Toyota driver Sebastien Buemi believes his late-race clash with Kevin Estre’s Porsche at the Austin World Endurance Championship round “looked worse than it was”.

Buemi insisted that the camera angles of the incident on the Circuit of The Americas back straight when he moved over on the Frenchman to defend his position “made it look very different to how it felt in the car”, while admitting that he was at fault.

“When I started to move to the inside he was already too far alongside and a bit in my blind spot — I made my move too late,” Buemi told Autosport of an incident that resulted in him receiving a 30s stop-go penalty and two points on his licence.

The #8 Toyota GR010 HYBRID Le Mans Hypercar made contact with the factory Penske-run Porsche 963 LMDh at that point, but Buemi continued to move to his left.

That resulted in a second contact when Estre was almost completely off the track on the apron alongside the retaining wall.

“It looks very bad on my part, like I am aiming to have a crash, like I want to crash with him,” said Buemi.

“In the car it didn’t feel like that - I don’t want to crash with someone on purpose.”

#6 Porsche Penske Motorsport Porsche 963: Kevin Estre, Andre Lotterer, Laurens Vanthoor, #8 Toyota Gazoo Racing Toyota GR010 - Hybrid: Sebastien Buemi, Brendon Hartley, Ryo Hirakawa (Photo by: JEP / Motorsport Images)

Buemi also suggested that there may have been mitigating circumstances for the second contact, because the Toyota sustained a left-rear puncture at some point over the course of the incident.

“I don’t know when the puncture happened, but basically I was trying to keep it on the road,” he said.

“I don’t know how much that affected what happened.”

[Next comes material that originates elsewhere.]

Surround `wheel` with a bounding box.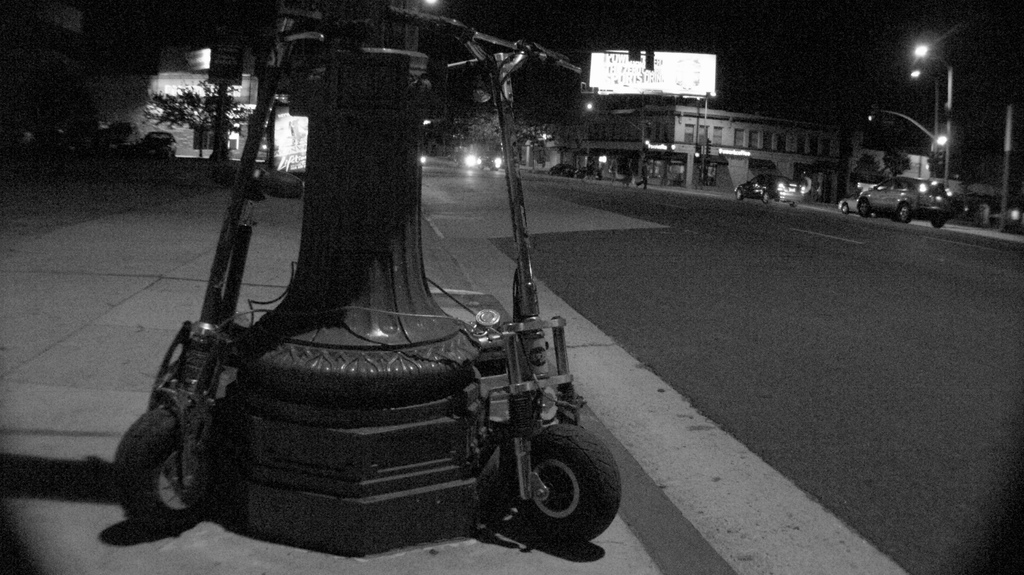
Rect(513, 422, 619, 544).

Buemi admitted that his robust defence of sixth position in the penultimate hour of the Lone Star Le Mans event race was influenced by the difficulties the Toyota drivers faced trying to overtake at Austin.

The Toyota was short-fuelled early in the penultimate hour to leapfrog ahead of the Porsche, which had already stopped and therefore was on tyres that were already up to temperature.

“I wasn’t looking forward to being overtaken on the out-lap because I didn’t want to spend 32 laps stuck behind him when I was pretty confident we were faster,” explained Buemi.

“The fact that you know that it is nearly impossible to pass pushes you sometimes to make sure you don’t lose a position.”

Buemi accepted blame for the incident and the penalties that followed, which combined with the time lost to the puncture dropped the car he shares with Brendon Hartley and Ryo Hirakawa to a non-scoring 15th place.

“I made a mistake, and when you make a mistake you have to accept that you may get a penalty,” he said.

But he suggested that there needs to be consistency in the policing of driving standards in the WEC.

He pointed to the incident in which he was hit from behind at the first corner at Fuji last year by Ferrari driver Miguel Molina.

“I was checking the start last year and it wasn’t even investigated,” he said.

“I would like a review of the consistency of the penalties in the WEC.”

Buemi said that he had already cleared the air with Estre after the race.

They communicated by text after the race and then met up by chance in a cafe the morning after the race.

“I accept that the first part was a misjudgement, but the bit that wasn’t good was the second move,” said Estre.

“I don’t think what he did was right, but at least he says the same thing.”